Jesus he is horrible at everything. I'm glad he's dead.
“…today we live in a society in which spurious realities are manufactured by the media, by governments, by big corporations, by religious groups, political groups—and the electronic hardware exists by which to deliver these pseudo-worlds right into the heads of the reader, the viewer, the listener. Sometimes when I watch my eleven-year-old daughter watch TV, I wonder what she is being taught. The problem of miscuing; consider that. A TV program produced for adults is viewed by a small child. Half of what is said and done in the TV drama is probably misunderstood by the child. Maybe it’s all misunderstood. And the thing is, Just how authentic is the information anyhow, even if the child correctly understood it? What is the relationship between the average TV situation comedy to reality? What about the cop shows? Cars are continually swerving out of control, crashing, and catching fire. The police are always good and they always win. Do not ignore that point: The police always win. What a lesson that is. You should not fight authority, and even if you do, you will lose. The message here is, Be passive. And—cooperate. If Officer Baretta asks you for information, give it to him, because Officer Beratta is a good man and to be trusted. He loves you, and you should love him.
So I ask, in my writing, What is real? Because unceasingly we are bombarded with pseudo-realities manufactured by very sophisticated people using very sophisticated electronic mechanisms. I do not distrust their motives; I distrust their power. They have a lot of it. And it is an astonishing power: that of creating whole universes, universes of the mind. I ought to know. I do the same thing. It is my job to create universes, as the basis of one novel after another. And I have to build them in such a way that they do not fall apart two days later. Or at least that is what my editors hope. However, I will reveal a secret to you: I like to build universes which do fall apart. I like to see them come unglued, and I like to see how the characters in the novels cope with this problem. I have a secret love of chaos. There should be more of it. Do not believe—and I am dead serious when I say this—do not assume that order and stability are always good, in a society or in a universe. The old, the ossified, must always give way to new life and the birth of new things. Before the new things can be born the old must perish. This is a dangerous realization, because it tells us that we must eventually part with much of what is familiar to us. And that hurts. But that is part of the script of life. Unless we can psychologically accommodate change, we ourselves begin to die, inwardly. What I am saying is that objects, customs, habits, and ways of life must perish so that the authentic human being can live. And it is the authentic human being who matters most, the viable, elastic organism which can bounce back, absorb, and deal with the new.”
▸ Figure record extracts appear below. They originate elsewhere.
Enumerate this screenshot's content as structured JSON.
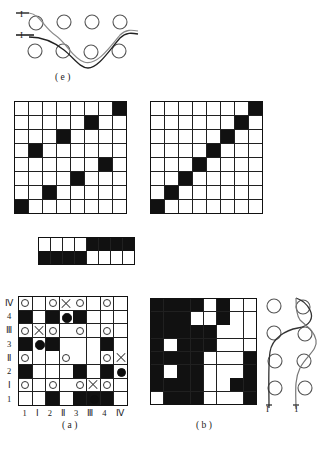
{
  "figure": {
    "captions": {
      "e": "( e )",
      "a": "( a )",
      "b": "( b )"
    }
  },
  "panel_e": {
    "name": "curve-through-circle-lattice",
    "labels": [
      {
        "text": "I",
        "position": "upper-left"
      },
      {
        "text": "I",
        "position": "mid-left"
      }
    ],
    "circle_rows": 2,
    "circles_per_row": 4
  },
  "panel_right": {
    "name": "vertical-curve-through-circle-lattice",
    "labels": [
      {
        "text": "I",
        "position": "bottom-left"
      },
      {
        "text": "1",
        "position": "bottom-right"
      }
    ],
    "circle_rows": 4,
    "circles_per_row": 2
  },
  "grid_topleft": {
    "name": "scattered-cells-grid",
    "rows": 8,
    "cols": 8,
    "cells": [
      [
        0,
        0,
        0,
        0,
        0,
        0,
        0,
        1
      ],
      [
        0,
        0,
        0,
        0,
        0,
        1,
        0,
        0
      ],
      [
        0,
        0,
        0,
        1,
        0,
        0,
        0,
        0
      ],
      [
        0,
        1,
        0,
        0,
        0,
        0,
        0,
        0
      ],
      [
        0,
        0,
        0,
        0,
        0,
        0,
        1,
        0
      ],
      [
        0,
        0,
        0,
        0,
        1,
        0,
        0,
        0
      ],
      [
        0,
        0,
        1,
        0,
        0,
        0,
        0,
        0
      ],
      [
        1,
        0,
        0,
        0,
        0,
        0,
        0,
        0
      ]
    ]
  },
  "grid_topright": {
    "name": "antidiagonal-grid",
    "rows": 8,
    "cols": 8,
    "cells": [
      [
        0,
        0,
        0,
        0,
        0,
        0,
        0,
        1
      ],
      [
        0,
        0,
        0,
        0,
        0,
        0,
        1,
        0
      ],
      [
        0,
        0,
        0,
        0,
        0,
        1,
        0,
        0
      ],
      [
        0,
        0,
        0,
        0,
        1,
        0,
        0,
        0
      ],
      [
        0,
        0,
        0,
        1,
        0,
        0,
        0,
        0
      ],
      [
        0,
        0,
        1,
        0,
        0,
        0,
        0,
        0
      ],
      [
        0,
        1,
        0,
        0,
        0,
        0,
        0,
        0
      ],
      [
        1,
        0,
        0,
        0,
        0,
        0,
        0,
        0
      ]
    ]
  },
  "grid_strip": {
    "name": "two-row-half-filled-strip",
    "rows": 2,
    "cols": 8,
    "cells": [
      [
        0,
        0,
        0,
        0,
        1,
        1,
        1,
        1
      ],
      [
        1,
        1,
        1,
        1,
        0,
        0,
        0,
        0
      ]
    ]
  },
  "grid_b": {
    "name": "panel-b-grid",
    "rows": 8,
    "cols": 8,
    "cells": [
      [
        1,
        1,
        1,
        1,
        0,
        1,
        0,
        0
      ],
      [
        1,
        1,
        1,
        0,
        0,
        1,
        0,
        0
      ],
      [
        1,
        1,
        1,
        1,
        1,
        0,
        0,
        0
      ],
      [
        1,
        0,
        1,
        1,
        1,
        0,
        0,
        0
      ],
      [
        1,
        1,
        1,
        1,
        0,
        0,
        0,
        1
      ],
      [
        1,
        0,
        1,
        1,
        0,
        0,
        0,
        1
      ],
      [
        1,
        1,
        1,
        1,
        0,
        0,
        1,
        1
      ],
      [
        0,
        1,
        1,
        1,
        0,
        0,
        0,
        1
      ]
    ]
  },
  "panel_a": {
    "name": "annotated-lattice-grid",
    "rows": 8,
    "cols": 8,
    "y_ticks": [
      "Ⅳ",
      "4",
      "Ⅲ",
      "3",
      "Ⅱ",
      "2",
      "Ⅰ",
      "1"
    ],
    "x_ticks": [
      "1",
      "Ⅰ",
      "2",
      "Ⅱ",
      "3",
      "Ⅲ",
      "4",
      "Ⅳ"
    ],
    "cells": [
      [
        0,
        0,
        0,
        0,
        0,
        0,
        0,
        0
      ],
      [
        1,
        0,
        1,
        0,
        1,
        0,
        0,
        0
      ],
      [
        0,
        0,
        0,
        0,
        0,
        0,
        0,
        0
      ],
      [
        1,
        0,
        1,
        0,
        0,
        0,
        1,
        0
      ],
      [
        0,
        0,
        0,
        0,
        0,
        0,
        0,
        0
      ],
      [
        1,
        0,
        0,
        0,
        1,
        0,
        1,
        0
      ],
      [
        0,
        0,
        0,
        0,
        0,
        0,
        0,
        0
      ],
      [
        0,
        0,
        1,
        0,
        1,
        1,
        1,
        0
      ]
    ],
    "marks": [
      [
        "circle",
        "",
        "circle",
        "x",
        "circle",
        "",
        "circle",
        ""
      ],
      [
        "",
        "",
        "",
        "dot",
        "",
        "",
        "",
        ""
      ],
      [
        "circle",
        "x",
        "circle",
        "",
        "circle",
        "",
        "circle",
        ""
      ],
      [
        "",
        "dot",
        "",
        "",
        "",
        "",
        "",
        ""
      ],
      [
        "circle",
        "",
        "",
        "circle",
        "",
        "",
        "circle",
        "x"
      ],
      [
        "",
        "",
        "",
        "",
        "",
        "",
        "",
        "dot"
      ],
      [
        "circle",
        "",
        "circle",
        "",
        "circle",
        "x",
        "circle",
        ""
      ],
      [
        "",
        "",
        "",
        "",
        "",
        "dot",
        "",
        ""
      ]
    ]
  },
  "colors": {
    "ink": "#111111",
    "paper": "#ffffff",
    "line": "#333333"
  }
}
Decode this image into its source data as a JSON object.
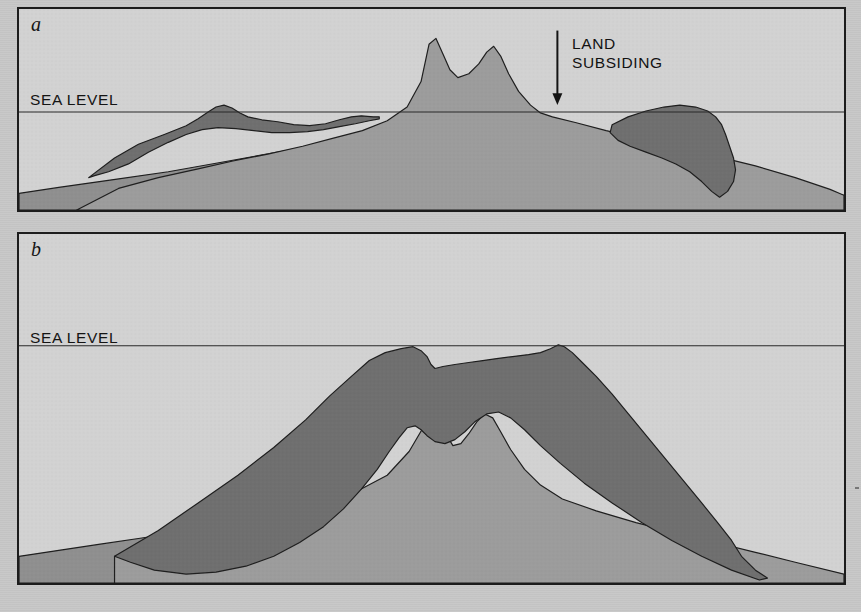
{
  "figure": {
    "domain": "Diagram",
    "kind": "geological cross-section",
    "background_color": "#c7c7c7",
    "panel_background_color": "#d2d2d2",
    "frame_color": "#1c1c1c",
    "reef_color": "#6f6f6f",
    "volcano_color": "#9c9c9c",
    "seafloor_color": "#8f8f8f",
    "ink_color": "#141414"
  },
  "panels": [
    {
      "id": "a",
      "label": "a",
      "sea_level_label": "SEA LEVEL",
      "sea_level_y": 105,
      "annotation": {
        "line1": "LAND",
        "line2": "SUBSIDING",
        "arrow": "down-arrow-icon",
        "arrow_x": 541,
        "arrow_top": 22,
        "arrow_bottom": 98
      }
    },
    {
      "id": "b",
      "label": "b",
      "sea_level_label": "SEA LEVEL",
      "sea_level_y": 113,
      "annotation": null
    }
  ],
  "chart_data": {
    "type": "area",
    "series": [
      {
        "name": "panel-a-seafloor",
        "panel": "a",
        "layer": "seafloor",
        "points": "0,205 0,188 40,182 95,174 150,166 205,156 260,146 330,135 400,128 470,132 540,140 600,150 660,160 720,170 780,180 829,190 829,205"
      },
      {
        "name": "panel-a-volcano",
        "panel": "a",
        "layer": "volcanic-edifice",
        "points": "58,205 100,183 140,172 180,163 215,155 250,148 285,140 315,132 345,124 370,114 390,100 404,74 412,36 419,30 426,46 433,62 441,70 452,66 462,56 470,44 477,38 484,48 492,66 502,84 514,98 524,106 536,110 560,116 590,124 625,132 660,140 700,150 740,160 780,172 815,184 829,190 829,205"
      },
      {
        "name": "panel-a-reef",
        "panel": "a",
        "layer": "coral-reef",
        "points": "70,172 96,152 120,138 146,128 168,119 180,112 190,105 198,100 206,98 214,101 222,106 230,110 244,113 260,115 276,118 292,119 308,117 322,113 334,110 344,109 356,110 362,110 362,112 352,114 338,117 322,120 306,123 290,125 272,126 254,126 236,124 218,122 200,121 184,123 168,128 150,136 130,146 110,158 90,166 76,170"
      },
      {
        "name": "panel-a-reef-right",
        "panel": "a",
        "layer": "coral-reef",
        "points": "596,118 612,110 630,104 648,100 664,98 680,100 692,104 700,110 706,118 710,128 714,140 718,152 720,164 718,176 712,186 704,192 696,186 686,176 674,166 660,158 646,152 630,146 614,140 602,134 594,126"
      },
      {
        "name": "panel-b-seafloor",
        "panel": "b",
        "layer": "seafloor",
        "points": "0,353 0,326 40,320 80,314 120,308 160,302 200,298 240,296 300,296 360,300 420,306 480,314 540,322 600,328 660,334 720,340 780,344 829,348 829,353"
      },
      {
        "name": "panel-b-volcano",
        "panel": "b",
        "layer": "volcanic-edifice",
        "points": "96,326 150,312 200,300 250,288 300,274 340,260 370,244 392,220 406,196 416,186 424,192 430,204 436,214 444,212 452,202 460,190 468,182 476,186 484,200 494,218 508,238 524,254 546,268 580,280 620,292 660,302 700,312 740,322 780,332 829,344 829,353 96,353"
      },
      {
        "name": "panel-b-reef",
        "panel": "b",
        "layer": "coral-reef-atoll",
        "points": "96,326 140,300 180,272 220,244 256,216 288,188 312,164 334,144 352,128 368,120 384,116 396,114 404,118 410,124 414,132 418,136 426,134 438,132 452,130 466,128 480,126 496,124 512,122 524,120 534,116 542,112 548,114 556,120 566,130 580,144 596,162 614,184 632,206 650,228 668,250 686,272 702,292 716,310 726,326 740,340 752,348 744,350 716,340 686,326 656,310 626,292 596,272 568,252 544,232 524,214 508,198 494,186 482,180 470,182 458,190 448,200 438,208 428,212 418,210 410,204 404,198 398,194 390,196 382,206 372,220 360,238 344,258 326,278 306,296 282,312 256,326 228,336 198,342 168,344 136,340 112,332"
      }
    ],
    "annotations": [
      {
        "panel": "a",
        "text": "SEA LEVEL",
        "type": "axis-label"
      },
      {
        "panel": "a",
        "text": "LAND SUBSIDING",
        "type": "arrow-annotation",
        "direction": "down"
      },
      {
        "panel": "b",
        "text": "SEA LEVEL",
        "type": "axis-label"
      }
    ]
  },
  "ghost_text": [
    {
      "text": "is subject to the slow but steady erosion of",
      "x": 60,
      "y": 258
    },
    {
      "text": "sand and rubble that accumulate along its",
      "x": 60,
      "y": 282
    },
    {
      "text": "the reef flat",
      "x": 60,
      "y": 306
    },
    {
      "text": "While the",
      "x": 46,
      "y": 386
    },
    {
      "text": "corals grow",
      "x": 46,
      "y": 410
    },
    {
      "text": "upward, the",
      "x": 46,
      "y": 434
    },
    {
      "text": "island sinks",
      "x": 46,
      "y": 458
    },
    {
      "text": "below the sea",
      "x": 46,
      "y": 482
    },
    {
      "text": "surface",
      "x": 46,
      "y": 506
    },
    {
      "text": "windward side of an island",
      "x": 470,
      "y": 258
    },
    {
      "text": "lagoon deepens as",
      "x": 470,
      "y": 282
    },
    {
      "text": "reefs keep",
      "x": 616,
      "y": 370
    },
    {
      "text": "pace with",
      "x": 616,
      "y": 394
    },
    {
      "text": "the rising",
      "x": 616,
      "y": 418
    },
    {
      "text": "sea level",
      "x": 616,
      "y": 442
    }
  ]
}
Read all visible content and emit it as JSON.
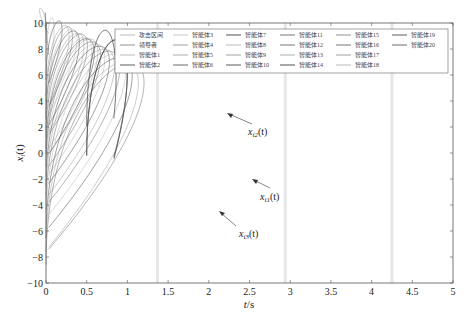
{
  "chart_data": {
    "type": "line",
    "title": "",
    "xlabel": "t/s",
    "ylabel": "x_i(t)",
    "xlim": [
      0,
      5
    ],
    "ylim": [
      -10,
      10
    ],
    "xticks": [
      "0",
      "0.5",
      "1",
      "1.5",
      "2",
      "2.5",
      "3",
      "3.5",
      "4",
      "4.5",
      "5"
    ],
    "yticks": [
      "-10",
      "-8",
      "-6",
      "-4",
      "-2",
      "0",
      "2",
      "4",
      "6",
      "8",
      "10"
    ],
    "grid": false,
    "legend_position": "upper right (inside, 6 columns)",
    "legend": [
      "攻击区间",
      "领导者",
      "智能体1",
      "智能体2",
      "智能体3",
      "智能体4",
      "智能体5",
      "智能体6",
      "智能体7",
      "智能体8",
      "智能体9",
      "智能体10",
      "智能体11",
      "智能体12",
      "智能体13",
      "智能体14",
      "智能体15",
      "智能体16",
      "智能体17",
      "智能体18",
      "智能体19",
      "智能体20"
    ],
    "attack_intervals_t": [
      1.37,
      2.94,
      4.25
    ],
    "series": [
      {
        "name": "x_i2(t)",
        "t": [
          0.5,
          1,
          1.5,
          2,
          2.5,
          3,
          3.5,
          4,
          4.5,
          5
        ],
        "values": [
          2.1,
          2.8,
          3.0,
          3.05,
          3.0,
          2.7,
          2.3,
          1.7,
          1.1,
          0.5
        ]
      },
      {
        "name": "x_i1(t)",
        "t": [
          0.5,
          1,
          1.5,
          2,
          2.5,
          3,
          3.5,
          4,
          4.5,
          5
        ],
        "values": [
          -0.2,
          -0.6,
          -1.0,
          -1.3,
          -1.6,
          -1.9,
          -2.0,
          -2.0,
          -1.8,
          -1.6
        ]
      },
      {
        "name": "x_i3(t)",
        "t": [
          0.5,
          1,
          1.5,
          2,
          2.5,
          3,
          3.5,
          4,
          4.5,
          5
        ],
        "values": [
          -0.2,
          -0.6,
          -2.0,
          -3.5,
          -4.9,
          -6.0,
          -6.8,
          -7.2,
          -7.2,
          -6.7
        ]
      }
    ],
    "annotations": [
      {
        "text": "x_i2(t)",
        "t": 2.0,
        "value": 3.05
      },
      {
        "text": "x_i1(t)",
        "t": 2.6,
        "value": -1.7
      },
      {
        "text": "x_i3(t)",
        "t": 1.9,
        "value": -3.3
      }
    ],
    "initial_range": [
      -10,
      10
    ]
  },
  "labels": {
    "xlabel_italic": "t",
    "xlabel_unit": "/s",
    "ylabel_main": "x",
    "ylabel_sub": "i",
    "ylabel_arg": "(t)",
    "ann_i2_main": "x",
    "ann_i2_sub": "i2",
    "ann_i1_main": "x",
    "ann_i1_sub": "i1",
    "ann_i3_main": "x",
    "ann_i3_sub": "i3",
    "arg": "(t)"
  }
}
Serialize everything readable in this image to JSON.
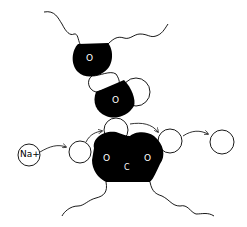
{
  "diagram": {
    "ion": {
      "label": "Na+"
    },
    "upper_group": {
      "oxygen_top": {
        "label": "O"
      },
      "oxygen_bottom": {
        "label": "O"
      }
    },
    "carboxylate": {
      "oxygen_left": {
        "label": "O"
      },
      "carbon": {
        "label": "C"
      },
      "oxygen_right": {
        "label": "O"
      }
    },
    "colors": {
      "fill": "#000000",
      "background": "#ffffff",
      "stroke": "#000000"
    }
  }
}
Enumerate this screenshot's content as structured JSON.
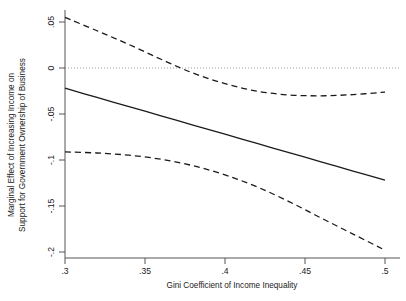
{
  "chart_data": {
    "type": "line",
    "title": "",
    "xlabel": "Gini Coefficient of Income Inequality",
    "ylabel": "Marginal Effect of Increasing Income on Support for Government Ownership of Business",
    "ylabel_line1": "Marginal Effect of Increasing Income on",
    "ylabel_line2": "Support for Government Ownership of Business",
    "xlim": [
      0.3,
      0.5
    ],
    "ylim": [
      -0.2,
      0.055
    ],
    "grid": false,
    "legend": "none",
    "xticks": [
      0.3,
      0.35,
      0.4,
      0.45,
      0.5
    ],
    "xticklabels": [
      ".3",
      ".35",
      ".4",
      ".45",
      ".5"
    ],
    "yticks": [
      0.05,
      0,
      -0.05,
      -0.1,
      -0.15,
      -0.2
    ],
    "yticklabels": [
      ".05",
      "0",
      "-.05",
      "-.1",
      "-.15",
      "-.2"
    ],
    "zero_reference_line": {
      "value": 0,
      "style": "dotted",
      "color": "#999999"
    },
    "x": [
      0.3,
      0.32,
      0.34,
      0.36,
      0.38,
      0.4,
      0.42,
      0.44,
      0.46,
      0.48,
      0.5
    ],
    "series": [
      {
        "name": "Marginal Effect",
        "style": "solid",
        "color": "#1a1a1a",
        "values": [
          -0.022,
          -0.032,
          -0.042,
          -0.052,
          -0.062,
          -0.072,
          -0.082,
          -0.092,
          -0.102,
          -0.112,
          -0.122
        ]
      },
      {
        "name": "Upper 95% Confidence Bound",
        "style": "dashed",
        "color": "#1a1a1a",
        "values": [
          0.055,
          0.0405,
          0.0255,
          0.0095,
          -0.0055,
          -0.017,
          -0.0252,
          -0.0293,
          -0.0302,
          -0.0289,
          -0.0262
        ]
      },
      {
        "name": "Lower 95% Confidence Bound",
        "style": "dashed",
        "color": "#1a1a1a",
        "values": [
          -0.0912,
          -0.0924,
          -0.0948,
          -0.0992,
          -0.1062,
          -0.1162,
          -0.1292,
          -0.1452,
          -0.163,
          -0.1805,
          -0.198
        ]
      }
    ],
    "annotations": {
      "zero_crossing_upper_ci": 0.357
    }
  },
  "axes": {
    "x_axis_label": "Gini Coefficient of Income Inequality",
    "y_axis_label_line1": "Marginal Effect of Increasing Income on",
    "y_axis_label_line2": "Support for Government Ownership of Business"
  }
}
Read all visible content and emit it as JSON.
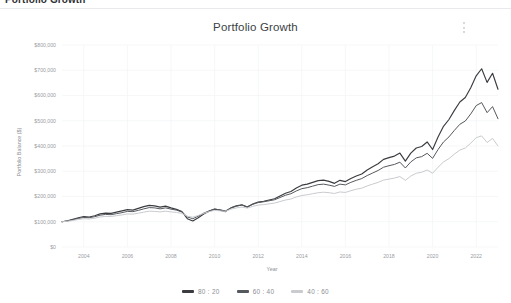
{
  "page_header": {
    "title": "Portfolio Growth"
  },
  "card": {
    "menu_icon": "kebab-menu-icon"
  },
  "chart_data": {
    "type": "line",
    "title": "Portfolio Growth",
    "xlabel": "Year",
    "ylabel": "Portfolio Balance ($)",
    "grid": true,
    "legend_position": "bottom",
    "xlim": [
      2003,
      2023
    ],
    "ylim": [
      0,
      800000
    ],
    "xticks": [
      2004,
      2006,
      2008,
      2010,
      2012,
      2014,
      2016,
      2018,
      2020,
      2022
    ],
    "xticklabels": [
      "2004",
      "2006",
      "2008",
      "2010",
      "2012",
      "2014",
      "2016",
      "2018",
      "2020",
      "2022"
    ],
    "yticks": [
      0,
      100000,
      200000,
      300000,
      400000,
      500000,
      600000,
      700000,
      800000
    ],
    "yticklabels": [
      "$0",
      "$100,000",
      "$200,000",
      "$300,000",
      "$400,000",
      "$500,000",
      "$600,000",
      "$700,000",
      "$800,000"
    ],
    "x": [
      2003.0,
      2003.25,
      2003.5,
      2003.75,
      2004.0,
      2004.25,
      2004.5,
      2004.75,
      2005.0,
      2005.25,
      2005.5,
      2005.75,
      2006.0,
      2006.25,
      2006.5,
      2006.75,
      2007.0,
      2007.25,
      2007.5,
      2007.75,
      2008.0,
      2008.25,
      2008.5,
      2008.75,
      2009.0,
      2009.25,
      2009.5,
      2009.75,
      2010.0,
      2010.25,
      2010.5,
      2010.75,
      2011.0,
      2011.25,
      2011.5,
      2011.75,
      2012.0,
      2012.25,
      2012.5,
      2012.75,
      2013.0,
      2013.25,
      2013.5,
      2013.75,
      2014.0,
      2014.25,
      2014.5,
      2014.75,
      2015.0,
      2015.25,
      2015.5,
      2015.75,
      2016.0,
      2016.25,
      2016.5,
      2016.75,
      2017.0,
      2017.25,
      2017.5,
      2017.75,
      2018.0,
      2018.25,
      2018.5,
      2018.75,
      2019.0,
      2019.25,
      2019.5,
      2019.75,
      2020.0,
      2020.25,
      2020.5,
      2020.75,
      2021.0,
      2021.25,
      2021.5,
      2021.75,
      2022.0,
      2022.25,
      2022.5,
      2022.75,
      2023.0
    ],
    "series": [
      {
        "name": "80 : 20",
        "color": "#3a3c40",
        "width": 1.15,
        "values": [
          100000,
          104000,
          110000,
          116000,
          121000,
          119000,
          124000,
          131000,
          134000,
          133000,
          138000,
          143000,
          148000,
          146000,
          153000,
          160000,
          165000,
          163000,
          158000,
          162000,
          155000,
          149000,
          140000,
          112000,
          103000,
          116000,
          131000,
          142000,
          150000,
          146000,
          140000,
          155000,
          163000,
          167000,
          158000,
          170000,
          178000,
          181000,
          186000,
          191000,
          202000,
          213000,
          220000,
          234000,
          245000,
          249000,
          256000,
          263000,
          265000,
          260000,
          252000,
          264000,
          259000,
          271000,
          281000,
          289000,
          305000,
          318000,
          330000,
          347000,
          354000,
          360000,
          372000,
          340000,
          372000,
          392000,
          398000,
          416000,
          386000,
          436000,
          478000,
          505000,
          541000,
          574000,
          592000,
          631000,
          678000,
          706000,
          652000,
          688000,
          625000
        ]
      },
      {
        "name": "60 : 40",
        "color": "#55585d",
        "width": 1.0,
        "values": [
          100000,
          103000,
          108000,
          113000,
          117000,
          116000,
          120000,
          126000,
          129000,
          128000,
          132000,
          136000,
          141000,
          140000,
          145000,
          151000,
          156000,
          155000,
          151000,
          155000,
          150000,
          146000,
          139000,
          119000,
          112000,
          122000,
          134000,
          143000,
          150000,
          147000,
          143000,
          155000,
          162000,
          166000,
          159000,
          169000,
          176000,
          179000,
          183000,
          187000,
          196000,
          205000,
          211000,
          222000,
          231000,
          235000,
          241000,
          247000,
          249000,
          245000,
          240000,
          249000,
          246000,
          256000,
          264000,
          271000,
          283000,
          293000,
          303000,
          316000,
          322000,
          327000,
          336000,
          313000,
          337000,
          353000,
          358000,
          371000,
          351000,
          386000,
          416000,
          436000,
          462000,
          486000,
          499000,
          527000,
          560000,
          572000,
          532000,
          556000,
          508000
        ]
      },
      {
        "name": "40 : 60",
        "color": "#c9cbcf",
        "width": 1.0,
        "values": [
          100000,
          102000,
          105000,
          109000,
          112000,
          111000,
          114000,
          119000,
          121000,
          121000,
          124000,
          127000,
          131000,
          130000,
          134000,
          138000,
          142000,
          141000,
          139000,
          142000,
          139000,
          137000,
          133000,
          122000,
          118000,
          125000,
          133000,
          140000,
          145000,
          143000,
          141000,
          150000,
          155000,
          158000,
          154000,
          161000,
          166000,
          168000,
          171000,
          174000,
          180000,
          186000,
          190000,
          198000,
          204000,
          207000,
          211000,
          215000,
          217000,
          215000,
          212000,
          218000,
          216000,
          223000,
          229000,
          233000,
          242000,
          249000,
          256000,
          265000,
          269000,
          273000,
          279000,
          264000,
          281000,
          292000,
          296000,
          305000,
          292000,
          316000,
          337000,
          350000,
          368000,
          384000,
          392000,
          411000,
          433000,
          440000,
          414000,
          430000,
          400000
        ]
      }
    ]
  },
  "legend": {
    "items": [
      {
        "label": "80 : 20",
        "color": "#3a3c40"
      },
      {
        "label": "60 : 40",
        "color": "#55585d"
      },
      {
        "label": "40 : 60",
        "color": "#c9cbcf"
      }
    ]
  }
}
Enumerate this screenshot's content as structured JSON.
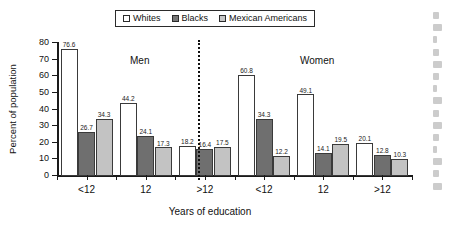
{
  "chart_data": {
    "type": "bar",
    "title": "",
    "xlabel": "Years of education",
    "ylabel": "Percent of population",
    "ylim": [
      0,
      80
    ],
    "yticks": [
      0,
      10,
      20,
      30,
      40,
      50,
      60,
      70,
      80
    ],
    "grid": false,
    "legend_position": "top-center",
    "categories": [
      "<12",
      "12",
      ">12",
      "<12",
      "12",
      ">12"
    ],
    "group_labels": [
      "Men",
      "Women"
    ],
    "group_split_after_category_index": 2,
    "series": [
      {
        "name": "Whites",
        "color": "#ffffff",
        "values": [
          76.6,
          44.2,
          18.2,
          60.8,
          49.1,
          20.1
        ]
      },
      {
        "name": "Blacks",
        "color": "#6f6f6f",
        "values": [
          26.7,
          24.1,
          16.4,
          34.3,
          14.1,
          12.8
        ]
      },
      {
        "name": "Mexican Americans",
        "color": "#c3c3c3",
        "values": [
          34.3,
          17.3,
          17.5,
          12.2,
          19.5,
          10.3
        ]
      }
    ]
  },
  "legend": {
    "items": [
      {
        "label": "Whites"
      },
      {
        "label": "Blacks"
      },
      {
        "label": "Mexican Americans"
      }
    ]
  },
  "axes": {
    "y_title": "Percent of population",
    "x_title": "Years of education",
    "y_tick_labels": [
      "80",
      "70",
      "60",
      "50",
      "40",
      "30",
      "20",
      "10",
      "0"
    ],
    "x_tick_labels": [
      "<12",
      "12",
      ">12",
      "<12",
      "12",
      ">12"
    ]
  },
  "annotations": {
    "men": "Men",
    "women": "Women"
  },
  "bar_value_labels": [
    "76.6",
    "26.7",
    "34.3",
    "44.2",
    "24.1",
    "17.3",
    "18.2",
    "16.4",
    "17.5",
    "60.8",
    "34.3",
    "12.2",
    "49.1",
    "14.1",
    "19.5",
    "20.1",
    "12.8",
    "10.3"
  ]
}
Great article - HILOBROW: PHILIP K. DICK
I didn't get all the way through it yet, but that is a great biography. So much weird and amazing information that I didn't know about the man.
''In 1976 Dick’s fifth wife left him and he attempted suicide again, washing heart pills, high blood pressure pills, and antidepressants down with a bottle of wine, slashing his wrists, and locking himself into the garage with the car running. Somehow, he survived.''
That just really blew my mind. Such manic, over the top dedication to ending his own life that it's almost comic if it weren't so tragic. And yet he still fails and winds up back in the shit hole of life to slog it out some more. A lot like his characters.